I also was embarrassed but pleased as well. It had been so long now since my riding had been anything like magic that it was nice to be remembered as I had been, when I'd been complete with two hands, when I'd had a full set of fingers that could feel the reins.

“Is Robert about?” I asked, changing the subject.

“He's been schooling the novices at Dad's place, but he should be back soon. You can come in and wait, if you like.”

“Thanks,” I said, stepping into the cottage. “Does he ride much for your father?”

“All the time. Bob's been the stable jockey for years.”

I wondered how that went down in the Hammond household.

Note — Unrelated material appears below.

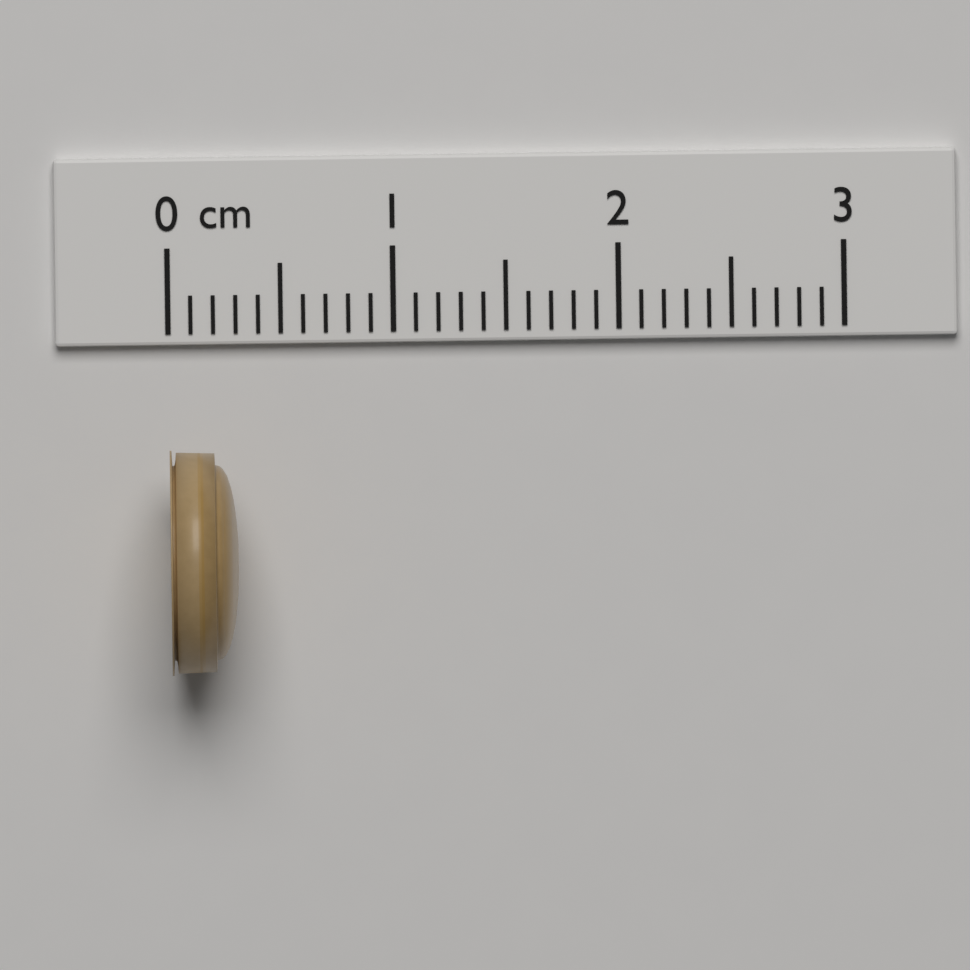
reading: 0.3 cm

Stable jockey cohabiting with the trainer's much younger daughter had, in my experience, never been very popular with the trainer's wife—something about family sleeping with the servants.

“Do you fancy a coffee?” Judy asked over her shoulder. “I'm making one for myself.”

“Lovely,” I said, following her into the kitchen. “Nice place.”

“We're working on it,” she said, smiling. “I've lived here with Bob for two years now.” She poured boiling water from a kettle into two mugs. “Milk?”

“Yes, thanks. No sugar.”

She passed over the steaming mug, and we sat opposite each other at the kitchen table.

I was to the point of regretting not having gone somewhere else first and then come back later when I heard the front door being opened.

“Hiya, babe,” called a male voice from the hallway. “Whose car is . . .” He tailed off as he walked into the kitchen. “Sid Halley. Blow me down. Good to see you, Sid. Must be ages.” His body language was not as welcoming as his words.